‘The Crew: Calling All Units’ — Is It The Ultimate Racer Upgrade, Or The Final Nail In The Proverbial Coffin?


The Crew: Calling All Units has hit, and it promises even more gameplay for your money. Most of this extra gameplay, as the title suggests, focuses on giving the player a chance to be a police officer.

Many could argue that this makes Ubisoft’s latest racer upgrade just a Need for Speed: Hot Pursuit clone, though the always-online open world could make it more immersive.

When you boot up your copy of any version of the game, you will now be prompted to help Zoe deliver a crate to a location. This introduces you to the latest open-world addition as a racer. The second part of this mission could be frustrating because if you’re playing it for the first time, you could be expecting The Crew‘s version of Hot Pursuit car chases. If this was true, it would be another mission where you race after and destroy a vehicle.

This is not the case. Instead, you’re tasked with “arresting” yourself from the perspective of Clara Washington, a new recruit Zoe hired to help take down The Harvesters. This new breed of racers is the one delivering contraband via crates to various destinations. If you haven’t bought the Calling All Units expansion, this is the only time you will play as a police officer.

After finishing the initial “Arrest Mode” mission, you will be given instructions to visit the police store and collect your free car. Technically, this could be considered a way for the developers to nag you into buying the expansion since you can’t play as an officer without it. If Wild Run or the original game are the only ones you’ve purchased, you can still deliver crates.

An option to abort the “Arrest Mode” mission if you’re not ready to finish it would have been nice as well. As it is, Ubisoft didn’t give you that option, and if you start it, the game will force you to finish it before you can get back to the rest of the game. Since your progress is recorded on Uplay servers, you have no choice.

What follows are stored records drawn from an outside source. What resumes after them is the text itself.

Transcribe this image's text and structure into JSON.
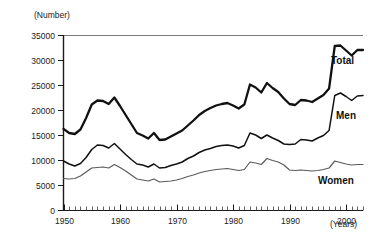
{
  "chart_data": {
    "type": "line",
    "title": "",
    "subtitle": "",
    "xlabel": "(Years)",
    "ylabel": "(Number)",
    "xlim": [
      1950,
      2003
    ],
    "ylim": [
      0,
      35000
    ],
    "grid": false,
    "legend_position": "inline-right-of-series",
    "y_ticks": [
      0,
      5000,
      10000,
      15000,
      20000,
      25000,
      30000,
      35000
    ],
    "y_tick_labels": [
      "0",
      "5000",
      "10000",
      "15000",
      "20000",
      "25000",
      "30000",
      "35000"
    ],
    "x_ticks": [
      1950,
      1960,
      1970,
      1980,
      1990,
      2000
    ],
    "x_tick_labels": [
      "1950",
      "1960",
      "1970",
      "1980",
      "1990",
      "2000"
    ],
    "x_minor_tick_interval": 1,
    "x": [
      1950,
      1951,
      1952,
      1953,
      1954,
      1955,
      1956,
      1957,
      1958,
      1959,
      1960,
      1961,
      1962,
      1963,
      1964,
      1965,
      1966,
      1967,
      1968,
      1969,
      1970,
      1971,
      1972,
      1973,
      1974,
      1975,
      1976,
      1977,
      1978,
      1979,
      1980,
      1981,
      1982,
      1983,
      1984,
      1985,
      1986,
      1987,
      1988,
      1989,
      1990,
      1991,
      1992,
      1993,
      1994,
      1995,
      1996,
      1997,
      1998,
      1999,
      2000,
      2001,
      2002,
      2003
    ],
    "series": [
      {
        "name": "Total",
        "color": "#111111",
        "line_width": "thick",
        "label_x": 2000,
        "values": [
          16311,
          15500,
          15300,
          16200,
          18500,
          21200,
          22000,
          21900,
          21300,
          22600,
          20900,
          19100,
          17300,
          15500,
          15000,
          14400,
          15500,
          14100,
          14200,
          14800,
          15400,
          16000,
          17000,
          18000,
          19100,
          19900,
          20500,
          21000,
          21300,
          21500,
          21000,
          20400,
          21200,
          25200,
          24600,
          23600,
          25500,
          24500,
          23700,
          22400,
          21300,
          21100,
          22100,
          22000,
          21700,
          22400,
          23100,
          24400,
          32900,
          33000,
          32000,
          31000,
          32100,
          32100
        ]
      },
      {
        "name": "Men",
        "color": "#111111",
        "line_width": "medium",
        "label_x": 2000,
        "values": [
          9900,
          9300,
          8900,
          9400,
          10600,
          12200,
          13100,
          13000,
          12500,
          13400,
          12300,
          11200,
          10200,
          9300,
          9100,
          8700,
          9300,
          8500,
          8600,
          9000,
          9300,
          9700,
          10400,
          10900,
          11600,
          12100,
          12400,
          12800,
          13000,
          13100,
          12900,
          12500,
          13000,
          15500,
          15100,
          14400,
          15100,
          14500,
          14000,
          13300,
          13200,
          13300,
          14200,
          14100,
          13900,
          14500,
          15000,
          16000,
          23000,
          23500,
          22800,
          22000,
          22900,
          23000
        ]
      },
      {
        "name": "Women",
        "color": "#5a5a5a",
        "line_width": "thin",
        "label_x": 1999,
        "values": [
          6400,
          6300,
          6400,
          6900,
          7700,
          8500,
          8600,
          8700,
          8500,
          9200,
          8600,
          7900,
          7100,
          6300,
          6100,
          5900,
          6300,
          5700,
          5800,
          5900,
          6100,
          6400,
          6800,
          7100,
          7500,
          7800,
          8000,
          8200,
          8300,
          8400,
          8200,
          8000,
          8200,
          9700,
          9500,
          9200,
          10400,
          10000,
          9700,
          9100,
          8100,
          8000,
          8100,
          8000,
          7900,
          8000,
          8200,
          8500,
          9900,
          9600,
          9300,
          9100,
          9200,
          9200
        ]
      }
    ]
  },
  "axis": {
    "y_unit_label": "(Number)",
    "x_unit_label": "(Years)"
  },
  "labels": {
    "total": "Total",
    "men": "Men",
    "women": "Women"
  }
}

The interface in The Crew: Calling All Units has improved a bit. For one, the option to fix your car from the “cell phone” menu is now under your stats.

When you finish a mission, you’re no longer stuck sitting there, waiting to see what you won while the game forces you to sit through a long-winded animation. It was especially terrible before, when you activated a Skill mission during a police chase and you couldn’t use anything but the gas, brakes, and steering wheel until the game finished telling you what you won. That meant precious seconds wasted as the police possibly arrested you and took the winnings you just received because you couldn’t simply use Nitro or the handbrake at that time.

There were also those annoying gamers who insisted on ramming you over and over while you sat there waiting to see what you won. This streamlining of the award animation could make repeated Skill attempts more attractive for this and other reasons.

The bugs Ubisoft stated they fixed were minimal and cosmetic at best. It’s not yet known if they’ve fixed the free-range earnings so you get to keep them more often in high-scoring areas like the Great Sand Dunes. It also isn’t known yet if they fixed the game-crashing glitch which sometimes happened during missions and while changing the paint on your car.

For some gamers, the physics of the individual cars and their handling has been considered broken since the game launched. Some cars have seen some improvements in that area, though it isn’t yet known if the random car crashes still happen. Sometimes a perfectly good landing ended up in a crash, as did hitting pedestrians (see the video below). At times, the police would hit sideswipe you during a chase, and you would fly about half a mile off the road.

The new level 60 cap extends to parts as well, but it’s unclear why you would need level 60 platinum parts when 50 worked well enough.

The Crew: Calling All Units might be worth buying if you’re new to the game, but the $25 price tag doesn’t justify how little extra content was added if you’ve already spent months grinding for every award and car you can get. There are perfectly good full games released in previous years which cost less than that. Even worse, this expansion isn’t covered by the Season Pass.

It’s worth buying if you’re new to the game and don’t mind the occasional glitch and often broken mechanics. Otherwise, the update patch is really all you need.